I genuinely think both galea shape and neck alignment play a significant role. When I say neck alignment I mean more than just forward head posture and a lot is not externally visible. It's very hard to describe but even someone with non forward head posture may still not be internally aligned, ie the neck 'juts out' very low down nearer the top of rib cage.
I believe the occupilatis and Sub occipitalis muscles play a big role. My thinking is chronic tension in the neck muscles particularly the SCM and upper traps can transmit through the interconnected scalp muscles (occipitalis, temporalis, frontalis). Over time, this sustained tension on these 3 areas tightens the scalp, reducing circulation and promoting low-grade inflammation and fibrosis and increasing local DHT sensitivity and possibly DHT production. This matches Norwood pattern almost exactly.

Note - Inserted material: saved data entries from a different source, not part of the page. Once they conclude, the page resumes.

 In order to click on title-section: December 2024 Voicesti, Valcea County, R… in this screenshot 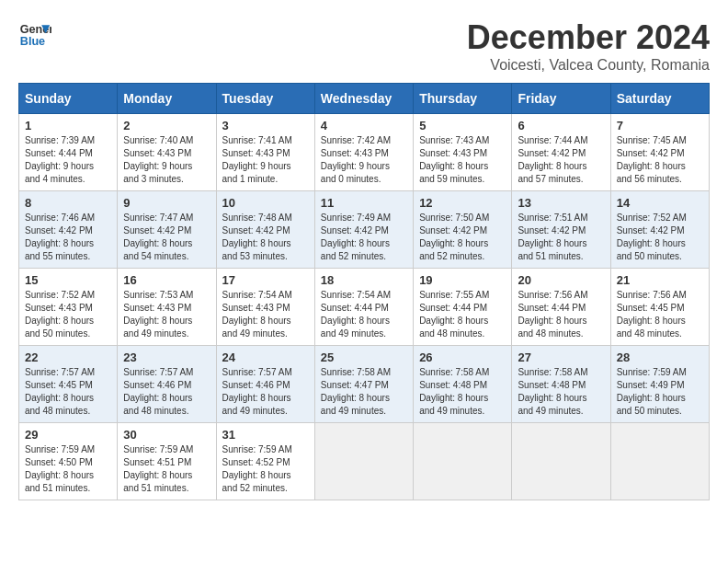, I will do `click(588, 46)`.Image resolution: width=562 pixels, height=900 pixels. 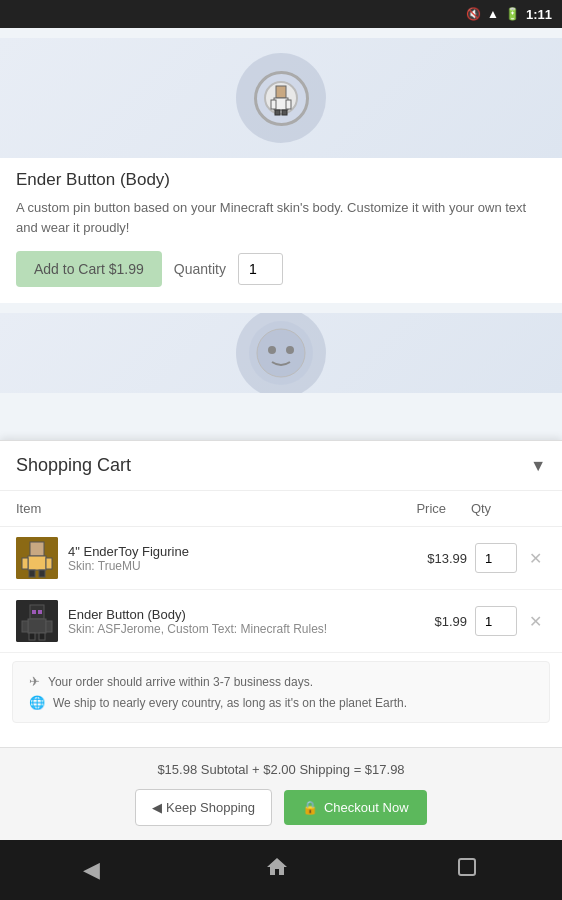 I want to click on info-text-1: Your order should arrive within 3-7 busi…, so click(x=180, y=682).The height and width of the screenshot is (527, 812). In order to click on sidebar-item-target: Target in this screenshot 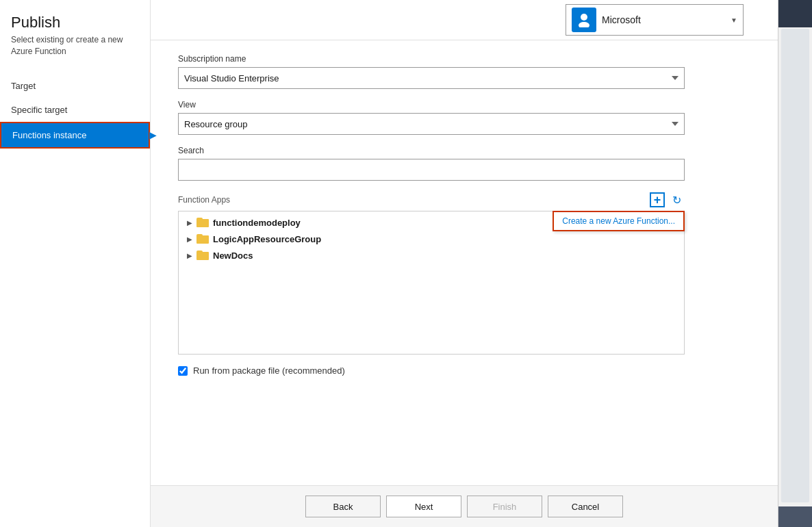, I will do `click(75, 86)`.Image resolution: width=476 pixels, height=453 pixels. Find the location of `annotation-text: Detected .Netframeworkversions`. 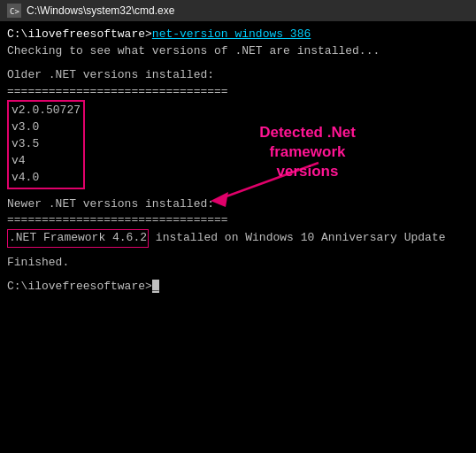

The skull shape is either related (bone changes / expands as people age due to the above) or simultaneously adding to the problem.
I think there's a lot more to consider but imo most is also mechanical, jaw tension for example.
Even if I'm wrong on some of the above it's impossible to deny in real life looking at people's head from side profile and the way it 'sits' in alignment to the upper body, correlates to good or bad hair.
For women I don't see the same alignment issues I'm trying (badly!) to describe, even those with poor posture or fhp it doesn't look the same.
I'll try and explain better with pictures at some point.